I cleaned the offending nut residue from my fingers and positioned myself closer to the lone female as I ordered another pint of beer.  By this time she had become involved in a conversation with another woman at the bar and I feigned interest in the Sweden vs Italy World Cup playoff on the television in the corner as I contemplated how I could draw the attention of this drinking damsel.  It was in my mind that I had briefly talked to her a couple of weeks previous when I was out for a colleague’s leaving dinner, but we were both ridiculously drunk and the only memorable thing from the encounter was the red wine stains around her lips and teeth, and not even I am crude enough to fashion an opening line out of that.  I glanced anxiously at the television and surreptitiously observed her bedraggled and windswept blonde hair, but I had been in the pub for hours and couldn’t be confident questioning the strength of the wind.

Eventually I caught sight of a neon blue sock on her right foot and my fashion senses were tingling.  How could I bring her socks into conversation?  It was all I could think of as I watched Sweden launch another attack on the Italian goal.  Then I noticed the top of a pink sock which had looked to have been swallowed by her left trainer.  She was wearing one blue sock and one pink sock.  This was it.  I had to ask her why she was doing that.  The woman she was talking to excused herself to go to the bathroom and I could feel my heart beat in the manner it does after I’ve eaten too much halloumi.

“Can I make what might seem like quite an unusual observation,” I began after a nervous mouthful of Tennents lager.  “It’s about your socks…”

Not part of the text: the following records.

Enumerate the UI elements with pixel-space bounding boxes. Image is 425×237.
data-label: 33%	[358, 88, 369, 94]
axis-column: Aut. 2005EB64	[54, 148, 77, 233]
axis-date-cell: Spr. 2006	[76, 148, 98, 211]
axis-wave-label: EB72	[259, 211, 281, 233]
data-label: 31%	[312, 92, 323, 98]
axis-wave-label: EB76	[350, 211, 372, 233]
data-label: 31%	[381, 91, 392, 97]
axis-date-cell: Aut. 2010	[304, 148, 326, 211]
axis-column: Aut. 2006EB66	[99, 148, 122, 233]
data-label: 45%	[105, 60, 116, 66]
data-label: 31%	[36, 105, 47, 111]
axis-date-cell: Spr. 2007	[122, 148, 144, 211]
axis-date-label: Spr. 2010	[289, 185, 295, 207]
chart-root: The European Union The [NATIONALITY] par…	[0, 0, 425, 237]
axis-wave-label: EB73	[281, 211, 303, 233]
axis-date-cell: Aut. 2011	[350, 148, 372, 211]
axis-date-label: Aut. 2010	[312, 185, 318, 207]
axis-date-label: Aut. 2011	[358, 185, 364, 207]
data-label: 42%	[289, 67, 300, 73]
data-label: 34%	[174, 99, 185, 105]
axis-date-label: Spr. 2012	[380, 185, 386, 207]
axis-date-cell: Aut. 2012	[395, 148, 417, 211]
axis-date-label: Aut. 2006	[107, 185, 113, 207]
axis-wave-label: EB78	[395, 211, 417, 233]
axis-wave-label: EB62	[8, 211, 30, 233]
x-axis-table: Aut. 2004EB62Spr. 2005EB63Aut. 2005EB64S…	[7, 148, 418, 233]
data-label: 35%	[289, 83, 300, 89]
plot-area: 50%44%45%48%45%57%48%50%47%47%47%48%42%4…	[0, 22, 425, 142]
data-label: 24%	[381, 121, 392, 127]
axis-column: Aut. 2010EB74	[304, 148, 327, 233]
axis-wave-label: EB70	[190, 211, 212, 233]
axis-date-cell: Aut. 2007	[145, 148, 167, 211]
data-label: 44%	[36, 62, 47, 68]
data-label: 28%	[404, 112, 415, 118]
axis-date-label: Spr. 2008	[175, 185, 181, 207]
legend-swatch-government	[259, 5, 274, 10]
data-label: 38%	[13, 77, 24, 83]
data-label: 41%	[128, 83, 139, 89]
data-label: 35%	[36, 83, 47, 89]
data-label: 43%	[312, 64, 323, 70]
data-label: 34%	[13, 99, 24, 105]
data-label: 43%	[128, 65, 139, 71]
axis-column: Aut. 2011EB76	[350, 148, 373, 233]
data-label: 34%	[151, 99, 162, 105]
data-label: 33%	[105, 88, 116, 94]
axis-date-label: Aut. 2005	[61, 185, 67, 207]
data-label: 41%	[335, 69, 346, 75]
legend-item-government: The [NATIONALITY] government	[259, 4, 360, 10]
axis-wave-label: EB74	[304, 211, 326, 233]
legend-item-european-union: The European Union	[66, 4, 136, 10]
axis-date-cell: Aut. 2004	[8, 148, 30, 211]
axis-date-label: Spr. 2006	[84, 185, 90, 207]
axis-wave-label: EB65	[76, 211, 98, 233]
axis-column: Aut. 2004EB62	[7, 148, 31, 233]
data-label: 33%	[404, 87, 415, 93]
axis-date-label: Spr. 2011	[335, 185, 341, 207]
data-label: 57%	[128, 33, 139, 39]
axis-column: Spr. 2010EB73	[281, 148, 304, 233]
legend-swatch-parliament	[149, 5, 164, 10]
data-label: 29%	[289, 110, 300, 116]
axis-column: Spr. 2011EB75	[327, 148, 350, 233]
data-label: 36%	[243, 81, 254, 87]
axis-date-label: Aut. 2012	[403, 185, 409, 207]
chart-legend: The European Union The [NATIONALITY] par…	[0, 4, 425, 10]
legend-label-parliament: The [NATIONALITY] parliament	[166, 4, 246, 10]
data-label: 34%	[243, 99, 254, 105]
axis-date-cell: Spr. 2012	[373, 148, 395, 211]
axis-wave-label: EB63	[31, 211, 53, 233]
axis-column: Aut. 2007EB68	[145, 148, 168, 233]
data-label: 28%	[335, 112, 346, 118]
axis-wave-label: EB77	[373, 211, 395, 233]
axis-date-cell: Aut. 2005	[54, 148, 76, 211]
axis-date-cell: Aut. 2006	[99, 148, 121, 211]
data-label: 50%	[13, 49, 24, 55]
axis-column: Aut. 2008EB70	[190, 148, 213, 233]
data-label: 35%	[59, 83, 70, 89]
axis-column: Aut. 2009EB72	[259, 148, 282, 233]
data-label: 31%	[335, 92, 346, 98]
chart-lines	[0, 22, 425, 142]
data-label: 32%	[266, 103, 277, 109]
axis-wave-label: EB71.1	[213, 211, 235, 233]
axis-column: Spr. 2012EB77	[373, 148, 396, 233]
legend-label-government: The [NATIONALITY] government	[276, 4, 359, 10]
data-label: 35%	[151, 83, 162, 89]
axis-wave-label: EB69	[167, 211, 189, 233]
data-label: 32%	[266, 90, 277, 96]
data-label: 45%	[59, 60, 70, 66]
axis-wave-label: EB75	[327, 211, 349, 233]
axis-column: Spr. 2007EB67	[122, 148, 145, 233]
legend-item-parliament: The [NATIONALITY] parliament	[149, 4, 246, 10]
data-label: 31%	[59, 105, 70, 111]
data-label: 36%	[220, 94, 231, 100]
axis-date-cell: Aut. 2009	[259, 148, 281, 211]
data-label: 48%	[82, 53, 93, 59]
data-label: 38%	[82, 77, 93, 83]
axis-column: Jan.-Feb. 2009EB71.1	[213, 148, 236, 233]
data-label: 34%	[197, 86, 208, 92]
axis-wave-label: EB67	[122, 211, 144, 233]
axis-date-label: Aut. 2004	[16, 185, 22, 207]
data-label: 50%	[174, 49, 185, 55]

“They’re odd?”  She responded, knowing exactly what I was thinking.  “They’re the only clean ones I could find.”

I struggled to hide my disappointment.  “Oh…I wondered if you were maybe making some kind of bold fashion statement.  Like my habit of matching the colour of my socks with my tie.”

I rolled up my trouser leg enough to let her see my bright yellow socks against the yellow with blue spots tie I was wearing.

“They’re not quite the same colour,” she probably correctly observed.  The fourth person to do so that day.

I wondered if I had made a huge misjudgment in firstly deciding to try to talk to this girl and secondly in thinking that it would be a good idea to open a conversation with an observation about socks, but she went on to mention how she recognised me from the bar a couple of weeks earlier.  She didn’t remember talking to me – fortunately – but she could recall seeing me with a group of friends that Friday.  I felt pleased that I somehow have an impressionable view from the back and commented on her unusual accent.  She explained that she is from Edinburgh – which explained the accent – and arrived in Oban a few weeks ago after deciding that her original destination of Fort William was dull. She announced that she was leaving to meet a friend and I asked her name as I extended a hand.  Her cold, nicotine scented fingers wrapped around my hand like winter and I knew that I would have to try and find some other ridiculous way to talk to her again.